At GFIA, we have joined forces with Laven Partners, which (as an oversimplification) provides operational due diligence to investors, and compliance and fund set-up consulting to managers.
Date: Apr 4, 2012 Author: Peter Douglas
Keywords: Hedge funds, Due diligence, Asset allocation
At GFIA, we have joined forces with Laven Partners, which (as an oversimplification) provides operational due diligence to investors, and compliance and fund set-up consulting to managers.
A more thoughtful explanation of their business model is that they are facilitators to the institutionalisation of hedge funds.
Certainly in Asia, and we suspect globally, the composition of demand has changed radically.
Most allocators now already know which managers they’re prepared to consider, before they get on the plane. There are few names which are genuinely on the “possible” list, and they are, as we know, the global asset-gathering firms. Even at the more “boutique” end of the spectrum, an extraordinarily small number of names crop-up in conversations.
However, the research, assessment, and due diligence work that allocators undertake has exploded over the last five years. And Laven has an ISO-standardised operational due diligence process that is scalable, replicable and consistent.
Allocators do not want a broad view of interesting and up-and-coming managers. They want specific professional assistance with the process of getting capital invested in an institutionally-acceptable fashion. And while they may be looking for some level of idiosyncrasy of investment edge, they want a globally-uniform standard of operational and business process.
It’s like going to a Chinese restaurant in a provincial western city. The food may be “exotic”, but the experience is familiar – each guest chooses their own starter and main course, followed by a dessert and leisurely coffee. It’s a whole different experience from the jumble of common dishes and blur of chopsticks picking food from across the table that would characterise dinner in Kowloon (in Hong Kong) – but which would baffle or scare diners in Terre Haute.
Similarly, while the manager may tempt investors with event-driven this, credit arbitrage that, or equity long-short the other – the dominant investors in today’s industry want to see the same standards of process, operations, business practice, governance and compliance that they see the world over.
On the manager side, there are a much larger number of managers who would like to be involved in the game of institutional capital.
They need to present their wares in a package that conforms to global norms. Laven provides a service to managers that allows them to calibrate where they are and what they would need to do in order to ensure that a global investor will feel the comfort of familiarity when looking under the hood of the investment strategy.
So, in short, Laven’s “DNA” is in understanding, from a COO rather than CIO perspective, what’s needed at the interface of institutional capital and the hedge fund industry. They’re practical, melding an in-house law firm with operational due diligence specialists, and with structuring and compliance experts. Clients see one solution, but incorporating a uniquely broad set of disciplines.
GFIA has not walked away from the search for great investment talent. We still believe that a highly-experienced investment professional who owns their own business and manages an appropriate and limited amount of capital, with the minimum infrastructure needed to connect intelligent allocators with the investment proposition, is the optimum alpha generator.
We continue to research and monitor boutiques with enthusiasm and affection. But since we started in 1998 we have always tried to stay a step ahead of the curve in our world, and the opportunity to bring global processes into our world of Asian and emerging market hedged and boutique managers, was an extraordinarily interesting one.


▸ **PROBLEM STATEMENT**
Search the entries for the word "write" and pull out each line that has it.

▸ **MATERIAL SHOWN**
= = =

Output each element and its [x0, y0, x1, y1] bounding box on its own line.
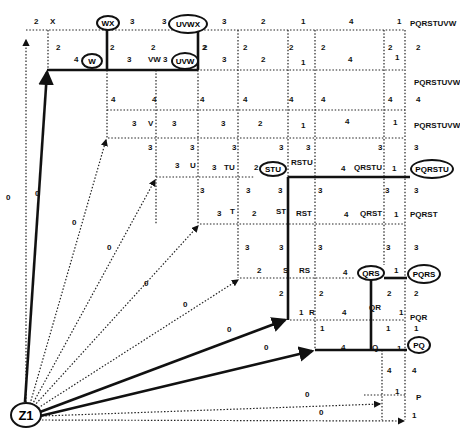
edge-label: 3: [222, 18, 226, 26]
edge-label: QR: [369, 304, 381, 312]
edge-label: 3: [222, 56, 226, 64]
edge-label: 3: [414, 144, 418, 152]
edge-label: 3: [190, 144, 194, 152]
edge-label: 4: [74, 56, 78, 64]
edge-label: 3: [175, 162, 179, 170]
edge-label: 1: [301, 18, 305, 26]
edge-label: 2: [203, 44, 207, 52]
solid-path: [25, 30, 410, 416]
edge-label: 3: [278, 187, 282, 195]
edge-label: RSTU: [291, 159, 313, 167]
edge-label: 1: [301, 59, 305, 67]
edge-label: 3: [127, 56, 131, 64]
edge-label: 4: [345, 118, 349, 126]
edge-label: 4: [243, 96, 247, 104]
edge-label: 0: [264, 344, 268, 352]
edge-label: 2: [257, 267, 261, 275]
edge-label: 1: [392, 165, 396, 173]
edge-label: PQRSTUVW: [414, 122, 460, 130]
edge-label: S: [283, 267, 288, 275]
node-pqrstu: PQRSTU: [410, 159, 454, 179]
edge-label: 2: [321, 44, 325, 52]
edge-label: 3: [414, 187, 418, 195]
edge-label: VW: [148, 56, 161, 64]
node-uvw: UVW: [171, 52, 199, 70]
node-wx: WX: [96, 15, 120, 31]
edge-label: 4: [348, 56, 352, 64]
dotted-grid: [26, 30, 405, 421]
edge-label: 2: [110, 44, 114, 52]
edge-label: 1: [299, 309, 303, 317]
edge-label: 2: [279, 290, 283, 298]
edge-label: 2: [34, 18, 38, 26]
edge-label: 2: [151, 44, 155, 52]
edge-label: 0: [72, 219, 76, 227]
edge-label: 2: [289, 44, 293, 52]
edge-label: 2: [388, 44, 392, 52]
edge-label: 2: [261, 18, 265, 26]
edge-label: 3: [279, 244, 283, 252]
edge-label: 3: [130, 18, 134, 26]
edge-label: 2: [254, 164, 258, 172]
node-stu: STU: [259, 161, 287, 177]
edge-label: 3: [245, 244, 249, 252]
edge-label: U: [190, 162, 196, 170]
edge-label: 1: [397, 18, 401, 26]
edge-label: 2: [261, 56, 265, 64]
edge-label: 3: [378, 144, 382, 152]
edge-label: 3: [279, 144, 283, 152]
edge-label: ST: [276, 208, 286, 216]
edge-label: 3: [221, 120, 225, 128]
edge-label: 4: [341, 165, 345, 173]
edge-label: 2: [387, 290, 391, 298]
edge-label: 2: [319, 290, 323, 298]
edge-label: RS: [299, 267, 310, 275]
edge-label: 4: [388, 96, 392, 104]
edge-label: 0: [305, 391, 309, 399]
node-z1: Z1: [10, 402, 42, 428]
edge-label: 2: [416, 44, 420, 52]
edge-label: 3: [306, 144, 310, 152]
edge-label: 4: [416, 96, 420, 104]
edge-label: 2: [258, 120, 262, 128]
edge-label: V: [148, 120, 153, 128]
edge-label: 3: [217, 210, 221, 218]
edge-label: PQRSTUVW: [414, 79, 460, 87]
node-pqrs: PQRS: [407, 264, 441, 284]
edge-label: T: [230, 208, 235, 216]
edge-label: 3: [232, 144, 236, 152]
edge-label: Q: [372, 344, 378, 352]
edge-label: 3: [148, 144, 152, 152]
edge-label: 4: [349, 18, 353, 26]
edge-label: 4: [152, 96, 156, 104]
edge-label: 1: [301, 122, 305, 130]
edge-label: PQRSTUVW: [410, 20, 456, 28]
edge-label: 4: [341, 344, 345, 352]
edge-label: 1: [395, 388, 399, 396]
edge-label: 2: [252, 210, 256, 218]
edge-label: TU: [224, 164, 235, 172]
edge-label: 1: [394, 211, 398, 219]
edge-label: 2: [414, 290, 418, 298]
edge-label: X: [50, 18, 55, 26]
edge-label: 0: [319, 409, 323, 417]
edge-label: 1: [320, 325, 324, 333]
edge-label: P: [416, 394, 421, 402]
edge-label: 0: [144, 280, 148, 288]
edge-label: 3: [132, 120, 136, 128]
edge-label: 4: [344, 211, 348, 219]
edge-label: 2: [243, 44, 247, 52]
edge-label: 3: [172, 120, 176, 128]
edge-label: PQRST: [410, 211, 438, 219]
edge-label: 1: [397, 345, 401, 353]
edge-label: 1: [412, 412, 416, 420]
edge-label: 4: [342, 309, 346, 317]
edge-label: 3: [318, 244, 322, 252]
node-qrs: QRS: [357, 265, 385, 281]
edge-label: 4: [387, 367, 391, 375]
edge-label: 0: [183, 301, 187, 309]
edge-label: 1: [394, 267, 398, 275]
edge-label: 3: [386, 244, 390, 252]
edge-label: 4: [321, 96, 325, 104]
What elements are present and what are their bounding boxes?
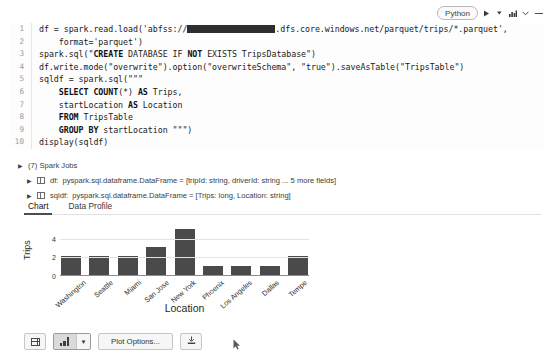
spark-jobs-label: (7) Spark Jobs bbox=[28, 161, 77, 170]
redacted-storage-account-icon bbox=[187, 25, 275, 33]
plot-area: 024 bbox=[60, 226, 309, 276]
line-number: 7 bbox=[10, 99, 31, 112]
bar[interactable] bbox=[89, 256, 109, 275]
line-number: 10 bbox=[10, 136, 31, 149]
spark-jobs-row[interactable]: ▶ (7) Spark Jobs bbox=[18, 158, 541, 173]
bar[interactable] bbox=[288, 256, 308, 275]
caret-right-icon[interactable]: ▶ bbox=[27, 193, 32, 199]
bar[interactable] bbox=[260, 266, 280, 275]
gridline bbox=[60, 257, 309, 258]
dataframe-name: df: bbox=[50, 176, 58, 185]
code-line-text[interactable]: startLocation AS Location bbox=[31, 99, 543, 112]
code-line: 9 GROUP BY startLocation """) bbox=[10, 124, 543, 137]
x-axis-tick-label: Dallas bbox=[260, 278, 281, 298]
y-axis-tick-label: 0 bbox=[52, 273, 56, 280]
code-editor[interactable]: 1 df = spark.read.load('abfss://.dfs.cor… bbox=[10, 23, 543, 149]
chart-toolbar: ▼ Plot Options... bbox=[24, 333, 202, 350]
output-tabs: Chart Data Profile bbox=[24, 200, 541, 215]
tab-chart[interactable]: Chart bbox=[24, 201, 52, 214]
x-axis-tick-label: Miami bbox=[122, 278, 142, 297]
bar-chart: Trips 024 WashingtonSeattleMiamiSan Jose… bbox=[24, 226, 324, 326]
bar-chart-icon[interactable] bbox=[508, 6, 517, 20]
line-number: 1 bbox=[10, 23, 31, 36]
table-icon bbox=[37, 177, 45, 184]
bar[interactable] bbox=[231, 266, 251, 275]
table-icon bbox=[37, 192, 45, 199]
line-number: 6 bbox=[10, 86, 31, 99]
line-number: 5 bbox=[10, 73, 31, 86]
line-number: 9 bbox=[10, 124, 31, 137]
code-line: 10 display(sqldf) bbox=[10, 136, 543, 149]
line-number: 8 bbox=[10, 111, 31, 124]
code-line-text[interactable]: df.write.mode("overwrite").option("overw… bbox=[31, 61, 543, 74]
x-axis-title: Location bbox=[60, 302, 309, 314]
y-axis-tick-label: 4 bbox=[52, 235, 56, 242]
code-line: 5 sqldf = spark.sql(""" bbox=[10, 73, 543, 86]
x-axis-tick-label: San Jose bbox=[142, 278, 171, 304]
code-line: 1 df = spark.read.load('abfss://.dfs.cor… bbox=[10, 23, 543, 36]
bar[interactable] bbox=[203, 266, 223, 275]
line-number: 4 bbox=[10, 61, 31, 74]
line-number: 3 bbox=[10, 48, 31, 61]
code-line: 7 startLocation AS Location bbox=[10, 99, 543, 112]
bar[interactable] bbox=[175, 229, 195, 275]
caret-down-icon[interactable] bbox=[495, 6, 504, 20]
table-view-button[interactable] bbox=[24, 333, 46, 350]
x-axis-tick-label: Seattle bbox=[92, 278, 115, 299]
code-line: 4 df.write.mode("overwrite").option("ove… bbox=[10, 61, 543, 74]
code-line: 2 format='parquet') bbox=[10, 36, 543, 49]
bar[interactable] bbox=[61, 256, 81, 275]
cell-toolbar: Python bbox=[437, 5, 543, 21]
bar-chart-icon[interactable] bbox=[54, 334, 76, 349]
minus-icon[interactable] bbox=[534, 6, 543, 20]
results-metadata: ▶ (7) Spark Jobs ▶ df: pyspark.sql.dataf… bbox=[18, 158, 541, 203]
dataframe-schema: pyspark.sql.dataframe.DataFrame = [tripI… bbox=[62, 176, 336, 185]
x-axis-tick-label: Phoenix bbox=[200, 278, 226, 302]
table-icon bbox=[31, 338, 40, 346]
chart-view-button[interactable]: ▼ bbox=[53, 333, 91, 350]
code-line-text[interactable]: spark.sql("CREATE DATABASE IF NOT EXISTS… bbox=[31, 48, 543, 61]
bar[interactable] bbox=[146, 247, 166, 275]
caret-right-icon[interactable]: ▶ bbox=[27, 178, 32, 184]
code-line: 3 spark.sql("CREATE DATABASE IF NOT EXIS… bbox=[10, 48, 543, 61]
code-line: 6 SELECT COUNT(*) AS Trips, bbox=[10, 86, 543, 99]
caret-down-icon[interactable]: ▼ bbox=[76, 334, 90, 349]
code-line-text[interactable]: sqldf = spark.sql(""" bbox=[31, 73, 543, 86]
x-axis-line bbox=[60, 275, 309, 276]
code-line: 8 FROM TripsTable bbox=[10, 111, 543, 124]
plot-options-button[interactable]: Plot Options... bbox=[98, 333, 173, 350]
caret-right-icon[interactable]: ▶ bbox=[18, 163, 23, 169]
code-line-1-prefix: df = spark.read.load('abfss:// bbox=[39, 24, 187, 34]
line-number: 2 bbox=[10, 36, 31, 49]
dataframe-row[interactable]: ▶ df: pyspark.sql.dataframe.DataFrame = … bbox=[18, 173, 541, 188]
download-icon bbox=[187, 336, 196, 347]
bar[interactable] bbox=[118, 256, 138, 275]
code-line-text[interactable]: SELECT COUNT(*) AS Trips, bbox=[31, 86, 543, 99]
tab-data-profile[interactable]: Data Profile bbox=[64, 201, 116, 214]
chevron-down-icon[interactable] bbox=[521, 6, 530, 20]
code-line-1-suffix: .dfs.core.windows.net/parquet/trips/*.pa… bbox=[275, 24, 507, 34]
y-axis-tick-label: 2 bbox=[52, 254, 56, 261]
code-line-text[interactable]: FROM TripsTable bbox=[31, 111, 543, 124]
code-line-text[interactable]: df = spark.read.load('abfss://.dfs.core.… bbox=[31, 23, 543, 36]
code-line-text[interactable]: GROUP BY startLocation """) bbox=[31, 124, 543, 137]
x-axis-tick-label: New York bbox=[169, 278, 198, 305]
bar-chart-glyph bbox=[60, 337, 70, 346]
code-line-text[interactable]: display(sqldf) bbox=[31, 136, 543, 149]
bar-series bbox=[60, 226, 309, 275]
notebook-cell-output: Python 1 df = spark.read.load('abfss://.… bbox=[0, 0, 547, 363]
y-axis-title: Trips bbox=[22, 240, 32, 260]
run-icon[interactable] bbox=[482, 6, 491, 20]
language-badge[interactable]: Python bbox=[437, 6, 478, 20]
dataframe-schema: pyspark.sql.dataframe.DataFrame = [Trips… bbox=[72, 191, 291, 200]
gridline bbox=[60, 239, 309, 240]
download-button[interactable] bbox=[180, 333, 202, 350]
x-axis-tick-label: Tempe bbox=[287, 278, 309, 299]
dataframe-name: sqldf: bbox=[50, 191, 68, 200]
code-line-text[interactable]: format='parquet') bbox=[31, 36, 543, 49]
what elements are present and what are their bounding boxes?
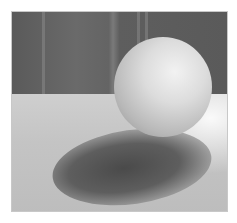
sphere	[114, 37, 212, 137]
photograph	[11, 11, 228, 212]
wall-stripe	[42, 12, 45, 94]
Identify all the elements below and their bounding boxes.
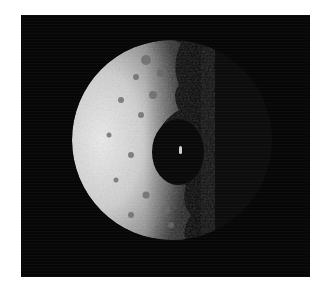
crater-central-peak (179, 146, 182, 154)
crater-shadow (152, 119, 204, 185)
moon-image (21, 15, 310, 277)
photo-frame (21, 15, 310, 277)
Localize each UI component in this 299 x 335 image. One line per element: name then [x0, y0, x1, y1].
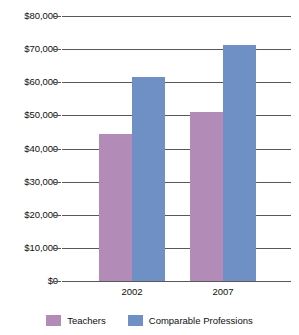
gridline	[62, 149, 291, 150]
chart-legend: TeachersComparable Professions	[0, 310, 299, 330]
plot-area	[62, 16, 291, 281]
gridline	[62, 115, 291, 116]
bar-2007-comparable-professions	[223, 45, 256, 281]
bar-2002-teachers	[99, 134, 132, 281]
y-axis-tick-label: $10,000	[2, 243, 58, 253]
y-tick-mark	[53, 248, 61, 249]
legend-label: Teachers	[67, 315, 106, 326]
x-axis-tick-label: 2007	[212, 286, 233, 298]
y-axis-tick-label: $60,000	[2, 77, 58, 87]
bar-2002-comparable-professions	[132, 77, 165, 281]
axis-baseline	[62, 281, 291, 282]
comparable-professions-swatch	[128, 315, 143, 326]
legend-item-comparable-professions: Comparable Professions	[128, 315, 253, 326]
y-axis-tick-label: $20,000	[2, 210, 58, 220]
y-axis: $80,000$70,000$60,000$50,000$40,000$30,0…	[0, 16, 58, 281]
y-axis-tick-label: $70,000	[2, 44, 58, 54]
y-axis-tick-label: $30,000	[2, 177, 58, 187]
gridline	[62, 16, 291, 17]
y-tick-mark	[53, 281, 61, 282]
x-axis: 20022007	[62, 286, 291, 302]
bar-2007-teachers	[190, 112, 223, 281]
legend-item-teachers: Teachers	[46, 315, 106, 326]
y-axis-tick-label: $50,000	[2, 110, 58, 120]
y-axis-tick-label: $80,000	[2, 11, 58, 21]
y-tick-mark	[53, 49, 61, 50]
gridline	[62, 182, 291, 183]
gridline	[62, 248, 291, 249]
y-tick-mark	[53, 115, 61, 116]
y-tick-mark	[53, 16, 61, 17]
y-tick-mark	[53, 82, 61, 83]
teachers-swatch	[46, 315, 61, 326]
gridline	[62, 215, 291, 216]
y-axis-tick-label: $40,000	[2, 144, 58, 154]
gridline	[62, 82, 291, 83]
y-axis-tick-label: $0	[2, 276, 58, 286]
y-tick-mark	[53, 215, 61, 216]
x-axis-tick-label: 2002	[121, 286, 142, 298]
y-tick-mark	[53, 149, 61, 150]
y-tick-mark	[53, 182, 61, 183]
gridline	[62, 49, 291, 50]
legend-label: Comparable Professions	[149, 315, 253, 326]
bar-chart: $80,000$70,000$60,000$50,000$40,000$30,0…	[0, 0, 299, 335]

= = =

▸ **TASK OUTPUT**
code-line-text[interactable]: df.write.mode("overwrite").option("overw… bbox=[31, 61, 543, 74]
code-line: 4 df.write.mode("overwrite").option("ove… bbox=[10, 61, 543, 74]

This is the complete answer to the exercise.